The United States Preventive Services Task Force, an influential group that recently recommended against routine P.S.A. tests to detect prostate cancer, issued a draft statement on Tuesday recommending that healthy postmenopausal women should not take low doses of calcium or vitamin D supplements to prevent fractures.
The group, an independent panel of experts in prevention and primary care appointed by the federal Department of Health and Human Services, also considered use of the supplements by healthy premenopausal women and men. For those groups, it said, there was insufficient evidence to recommend taking vitamin D with or without calcium to prevent fractures.
The supplements also have been studied to see if they prevent cancer. But, the group said, there is insufficient evidence to say they do or do not. The cancer studies included ones testing the supplements to prevent all cancers as well as ones asking about colorectal cancer, prostate cancer and breast cancer.
Their analysis of the effects of the supplements included 137 studies, including randomized controlled trials, the gold standard for clinical evidence.
The low doses that the group referred to, at least for the postmenopausal women, were a typical level of 400 international units or less of vitamin D a day and 1,000 milligrams or less of calcium.
At that dose, said Dr. Kirsten Bibbins-Domingo, a member of the task force who is an associate professor of medicine at the University of California in San Francisco, “there is sufficient evidence to say they do not prevent fractures.”
“When you take a vitamin supplement or any therapy for an extended period of time, you have to ask, ‘What is the evidence that it works and what is the evidence of harms?’ ” Dr. Bibbins-Domingo said.

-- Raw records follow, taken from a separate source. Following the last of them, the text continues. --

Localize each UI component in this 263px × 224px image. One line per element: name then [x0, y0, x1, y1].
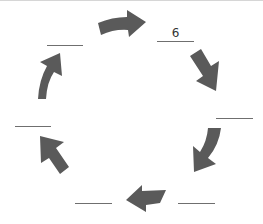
arrow-up-icon: [38, 53, 62, 99]
arrow-down-right-icon: [190, 49, 219, 91]
arrow-down-left-icon: [193, 128, 221, 172]
cycle-arrows: [0, 0, 263, 224]
arrow-up-left-icon: [40, 136, 69, 174]
arrow-left-icon: [126, 185, 166, 212]
arrow-right-icon: [98, 10, 146, 37]
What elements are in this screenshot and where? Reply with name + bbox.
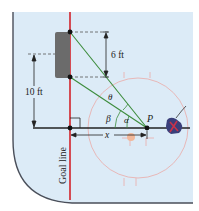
goal-net (55, 32, 70, 78)
six-ft-label: 6 ft (111, 50, 124, 60)
rink-fade (13, 0, 199, 12)
alpha-label: α (124, 115, 129, 125)
theta-label: θ (108, 92, 113, 102)
x-label: x (104, 130, 110, 140)
rink-surface (13, 12, 193, 203)
p-label: P (146, 113, 153, 124)
point-p (145, 126, 150, 131)
goal-post-bottom (68, 75, 73, 80)
ten-ft-label: 10 ft (25, 87, 43, 97)
hockey-shot-angle-diagram: 6 ft 10 ft x θ β α P Goal line (0, 0, 199, 211)
goal-center-point (68, 126, 73, 131)
faceoff-dot (127, 133, 135, 141)
goal-post-top (68, 30, 73, 35)
goal-line-label: Goal line (57, 147, 68, 184)
beta-label: β (105, 114, 111, 124)
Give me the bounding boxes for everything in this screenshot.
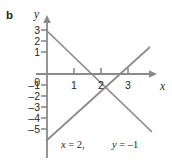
x-axis-arrowhead [149, 70, 157, 78]
x-tick-label-3: 3 [122, 80, 134, 91]
y-tick-label-neg1: –1 [20, 80, 40, 91]
x-tick-label-1: 1 [68, 80, 80, 91]
solution-y-variable: y [112, 139, 117, 150]
y-axis-label: y [34, 9, 39, 21]
y-tick-label-2: 2 [24, 36, 40, 47]
y-tick-label-neg3: –3 [20, 102, 40, 113]
solution-x-variable: x [61, 139, 66, 150]
solution-x: x = 2, [61, 140, 85, 151]
graph-figure: b y x 3 [0, 0, 172, 161]
solution-x-value: = 2, [68, 139, 84, 150]
solution-y-value: = –1 [119, 139, 138, 150]
y-tick-label-3: 3 [24, 25, 40, 36]
x-tick-label-2: 2 [95, 80, 107, 91]
y-tick-label-neg2: –2 [20, 91, 40, 102]
y-axis-arrowhead [43, 15, 51, 23]
y-tick-label-neg4: –4 [20, 113, 40, 124]
ascending-line [46, 47, 150, 141]
y-tick-label-1: 1 [24, 47, 40, 58]
solution-y: y = –1 [112, 140, 138, 151]
x-axis-label: x [160, 81, 165, 93]
y-tick-label-neg5: –5 [20, 124, 40, 135]
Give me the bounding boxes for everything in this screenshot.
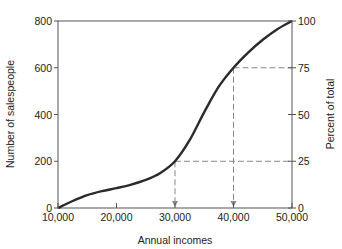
y-axis-label: Number of salespeople (4, 60, 16, 168)
x-tick-label: 20,000 (100, 211, 132, 223)
y-tick-label: 0 (46, 202, 52, 214)
x-ticks: 10,00020,00030,00040,00050,000 (42, 203, 308, 223)
y2-axis-label: Percent of total (324, 79, 336, 150)
y-tick-label: 200 (34, 155, 52, 167)
y2-tick-label: 0 (298, 202, 304, 214)
y2-tick-label: 100 (298, 15, 316, 27)
y-tick-label: 800 (34, 15, 52, 27)
y2-tick-label: 50 (298, 109, 310, 121)
x-tick-label: 30,000 (159, 211, 191, 223)
y-tick-label: 600 (34, 62, 52, 74)
y-tick-label: 400 (34, 109, 52, 121)
ogive-chart: 10,00020,00030,00040,00050,000 020040060… (0, 0, 342, 249)
y-ticks: 0200400600800 (34, 15, 58, 214)
y2-tick-label: 75 (298, 62, 310, 74)
x-tick-label: 40,000 (217, 211, 249, 223)
y2-tick-label: 25 (298, 155, 310, 167)
x-axis-label: Annual incomes (138, 234, 213, 246)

“It is clear that lower doses of calcium and vitamin D do not prevent fractures, and there is a small but measurable risk of kidney stones,” she said. So with no evidence of benefit, there is no reason to risk harm.
Dr. Ethel Siris, who directs Columbia University’s osteoporosis center, said she and other osteoporosis experts already knew the supplements did not prevent fractures.
“That’s why when a patient with osteoporosis says, ‘I will just take calcium and vitamin D,’ we say, ‘That’s not enough,’ ” Dr. Siris said.
But Dr. Bibbins-Domingo said the task force recommendations did not apply to people with osteoporosis.
For most people, she said, there is no need for these supplements and good reason for many not to take them.
“Vitamin D and calcium are part of a healthy diet,” Dr. Bibbins-Domingo said. “Most people can achieve sufficient doses with a healthy diet.”